Showing posts with label Mood. Show all posts
Showing posts with label Mood. Show all posts
The patriotic theme comes through very strong, finding its most eloquent expression in the Batesville Casket Company's "Valley Forge," designed to reflect the tugged, strong, soldierlike qualities associated with that historic theme. "Its charm lies in the warm beauty of the natural grain and finish of the finest maple hardwoods. A casket designed indeed for a soldier—one that symbolizes the solid, dependable, courageous American ideals so bravely tested at Valley Forge." For all its soldierlike qualities, it looks most comfortable, with its nice beige pillow and sheets. On the wall behind it hangs a portrait of George Washington, who is looking, as usual, rather displeased.

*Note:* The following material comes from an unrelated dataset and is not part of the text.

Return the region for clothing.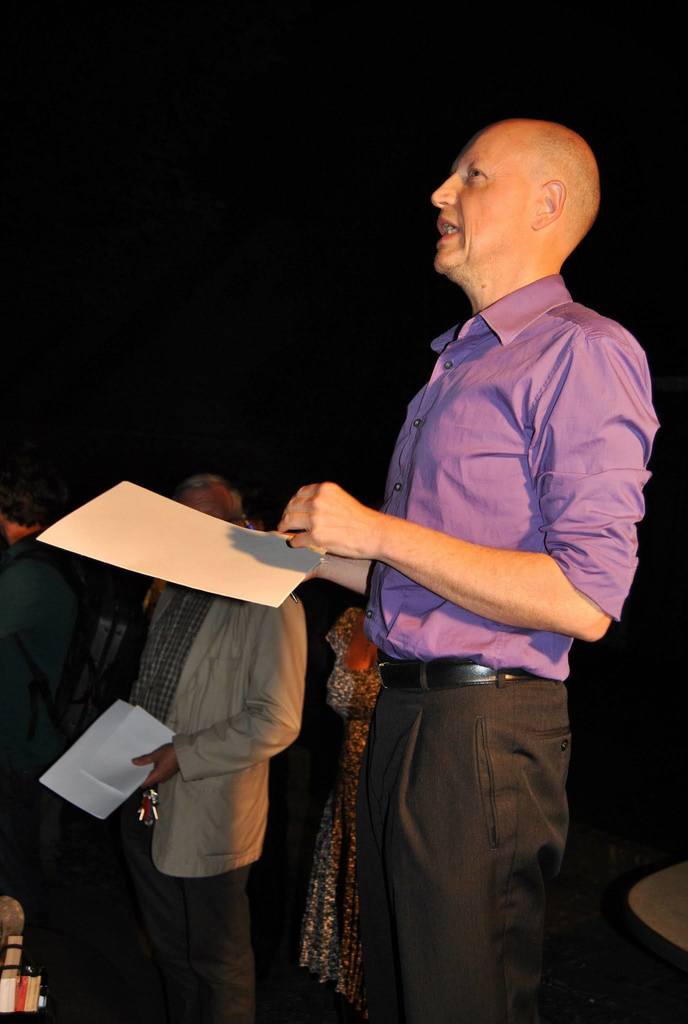
[left=61, top=580, right=304, bottom=1023].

—Jessica Mitford, The American Way of Death
Everyone else was inside the cabin making dinner while my friend Sam and I tended the fire in the gathering dusk. It was a cold July evening in the north. The kind of night when all my life's decisions seemed, in retrospect, to have been good ones.

—Claire Dederer, Monsters: A Fan's Dilemma

"He sits around in his room with the door locked and does lines and listens to this song by the Buffalo Springfield, over and over . . . you know that one? 'Something's happening here . . . what it is ain't exactly clear . . . .' It's weird. People get upset, all of a sudden they want to listen to old hippie garbage they would never listen to if they were in their right mind, when my cat died I had to go out and borrow all these Simon and Garfunkel records."

—Donna Tartt, The Secret History (ellipses in original)



 After they left, I lay on Francis's couch, smoking his cigarettes and drinking his Scotch, and watched "Jeopardy." One of the contestants was from San Gilberto, which is really close to where I grew up, only five or six miles away. All those suburbs tend to run into one another out there, so you can't always tell where one ends and the next begins.

After that came a made-for-television movie. It was about the threat of the earth colliding with another planet and how all the scientists in the world united to avert the catastrophe. A hack astronomer, who is constantly on talk shows and whose name you would probably recognize, played himself in a cameo role.

For some reason, I felt uneasy about watching the news alone when it came on at eleven, so I turned to PBS and watched something called "History of Metallurgy." It was actually quite interesting, but I was tired and a bit drunk, and I fell asleep before it ended.